In anticipation of the gifts that are assuredly to come, the relaxation, the nervous system's polarization, the heart's emancipation, we, after a week in Nicanation, have finally arrived. Letting go of time-framed reality that is our life in the You Ess off Aaaaa, we're settling into the Caribbean's Ocean song and rhythms of the heart's way.
Our loves that we have not left behind but carry on our journey, we bid you well and send you deep, warm messages to add to the fires in your hearth, to add to the winter light, to suffuse your home with delight and pleasure in the moment's glory. This warmth that we share with you would be nurtured even further by photos of the aquamarine wavetops backlit by sunrise on the Caribbean, but alas, we still haven't mastered the GoPro download process, so, technologically challenged, we proceed with courage and the written word sans image.
Here we are on Corn a week after the infamous sloshing, puking, 8 hour Capt. D adventure, and todo es tranquilo. Even better. Todo es perfectamente tranquilo porque estamos viviendo en la pura vida de una lugar bien confortable. We now sit listening to the songs of the ocean: the surf thunder, the wind shriek and whisper (variably, subjectively), the sun mutedly set before the luna nubilely rises and moans of her undying love for the stars. Our bare feet fall and rise softly on coral crushed into the finest grains of sand by the inexorable surf.
Beisbol! Batter up! 20 Cordobas for the blaring reggae beat, the beer, the empanadas, the full-voiced, Jamaican-sounding patois hurled at the umpire from the batter's mother at the top row of the stands. Taxis using wolf-whistle horns to solicit 75 cent fares to anywhere on the island, this island
where lobster can be found at any little dive, hole-in-the-wall restaurante, but broccoli is unknown. This island where five bucks will buy a meal that we couldn't finish, but not for lack of trying due to its deliciousness.
The rhythm here is unexpectedly Conway Twitty although the teenage girls are undistinguishable from the insouciant, you-don't-exist-to-me adolescents to be found anywhere else even though they were born here. There is some sort of undecodable message passed along waves unknown and unavailable to adults that somehow made its way even to this tiny 3.8 square mile piece of volcanic rock topped by tropical plants before being uncovered by Conde Nast and Lonely Planet.
Watching the Ducks game here will require an act of God, a satellite dish, and a military escort, but we are off to do our best. Go Ducks! And avoid the jellyfish!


*Task prompt*:
A complete, word-for-word restatement of the entries is needed.

● ● ● ● ●

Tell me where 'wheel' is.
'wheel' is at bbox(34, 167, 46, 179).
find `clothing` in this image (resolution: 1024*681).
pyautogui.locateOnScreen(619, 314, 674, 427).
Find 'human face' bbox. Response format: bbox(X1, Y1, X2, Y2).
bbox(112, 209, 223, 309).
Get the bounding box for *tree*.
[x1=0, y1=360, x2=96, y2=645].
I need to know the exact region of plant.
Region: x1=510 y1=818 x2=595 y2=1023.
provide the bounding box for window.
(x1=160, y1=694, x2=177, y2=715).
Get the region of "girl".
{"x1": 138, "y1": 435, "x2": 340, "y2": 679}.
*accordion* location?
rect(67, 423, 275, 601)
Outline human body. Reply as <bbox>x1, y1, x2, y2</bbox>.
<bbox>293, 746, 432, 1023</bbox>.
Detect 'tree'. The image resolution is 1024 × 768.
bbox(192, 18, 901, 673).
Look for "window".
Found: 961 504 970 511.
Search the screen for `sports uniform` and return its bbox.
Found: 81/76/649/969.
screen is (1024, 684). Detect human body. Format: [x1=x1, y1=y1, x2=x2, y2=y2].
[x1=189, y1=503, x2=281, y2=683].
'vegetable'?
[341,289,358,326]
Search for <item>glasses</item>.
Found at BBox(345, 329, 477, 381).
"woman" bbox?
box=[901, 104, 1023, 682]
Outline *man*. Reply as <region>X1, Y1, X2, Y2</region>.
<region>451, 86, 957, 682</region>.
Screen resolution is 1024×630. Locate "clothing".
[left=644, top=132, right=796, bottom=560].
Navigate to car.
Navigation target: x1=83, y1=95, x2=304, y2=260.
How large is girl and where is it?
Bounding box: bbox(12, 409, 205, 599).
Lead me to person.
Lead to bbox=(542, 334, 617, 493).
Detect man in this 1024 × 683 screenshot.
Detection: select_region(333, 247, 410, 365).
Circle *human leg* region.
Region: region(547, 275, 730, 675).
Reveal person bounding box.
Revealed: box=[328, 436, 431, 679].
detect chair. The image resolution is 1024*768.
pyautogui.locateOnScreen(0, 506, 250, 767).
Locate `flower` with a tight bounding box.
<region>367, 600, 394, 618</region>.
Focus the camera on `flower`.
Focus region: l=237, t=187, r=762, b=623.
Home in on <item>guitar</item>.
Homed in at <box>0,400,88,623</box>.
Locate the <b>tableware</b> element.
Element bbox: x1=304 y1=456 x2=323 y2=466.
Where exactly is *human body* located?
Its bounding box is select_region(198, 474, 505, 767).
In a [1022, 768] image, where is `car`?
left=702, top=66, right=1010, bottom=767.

● ● ● ● ●

*Response to this exercise*:
Tell me where 'wheel' is.
'wheel' is at bbox(34, 167, 46, 179).
find `clothing` in this image (resolution: 1024*681).
pyautogui.locateOnScreen(619, 314, 674, 427).
Find 'human face' bbox. Response format: bbox(X1, Y1, X2, Y2).
bbox(112, 209, 223, 309).
Get the bounding box for *tree*.
[x1=0, y1=360, x2=96, y2=645].
I need to know the exact region of plant.
Region: x1=510 y1=818 x2=595 y2=1023.
provide the bounding box for window.
(x1=160, y1=694, x2=177, y2=715).
Get the region of "girl".
{"x1": 138, "y1": 435, "x2": 340, "y2": 679}.
*accordion* location?
rect(67, 423, 275, 601)
Outline human body. Reply as <bbox>x1, y1, x2, y2</bbox>.
<bbox>293, 746, 432, 1023</bbox>.
Detect 'tree'. The image resolution is 1024 × 768.
bbox(192, 18, 901, 673).
Look for "window".
Found: 961 504 970 511.
Search the screen for `sports uniform` and return its bbox.
Found: 81/76/649/969.
screen is (1024, 684). Detect human body. Format: [x1=x1, y1=y1, x2=x2, y2=y2].
[x1=189, y1=503, x2=281, y2=683].
'vegetable'?
[341,289,358,326]
Search for <item>glasses</item>.
Found at BBox(345, 329, 477, 381).
"woman" bbox?
box=[901, 104, 1023, 682]
Outline *man*. Reply as <region>X1, Y1, X2, Y2</region>.
<region>451, 86, 957, 682</region>.
Screen resolution is 1024×630. Locate "clothing".
[left=644, top=132, right=796, bottom=560].
Navigate to car.
Navigation target: x1=83, y1=95, x2=304, y2=260.
How large is girl and where is it?
Bounding box: bbox(12, 409, 205, 599).
Lead me to person.
Lead to bbox=(542, 334, 617, 493).
Detect man in this 1024 × 683 screenshot.
Detection: select_region(333, 247, 410, 365).
Circle *human leg* region.
Region: region(547, 275, 730, 675).
Reveal person bounding box.
Revealed: box=[328, 436, 431, 679].
detect chair. The image resolution is 1024*768.
pyautogui.locateOnScreen(0, 506, 250, 767).
Locate `flower` with a tight bounding box.
<region>367, 600, 394, 618</region>.
Focus the camera on `flower`.
Focus region: l=237, t=187, r=762, b=623.
Home in on <item>guitar</item>.
Homed in at <box>0,400,88,623</box>.
Locate the <b>tableware</b> element.
Element bbox: x1=304 y1=456 x2=323 y2=466.
Where exactly is *human body* located?
Its bounding box is select_region(198, 474, 505, 767).
In a [1022, 768] image, where is `car`?
left=702, top=66, right=1010, bottom=767.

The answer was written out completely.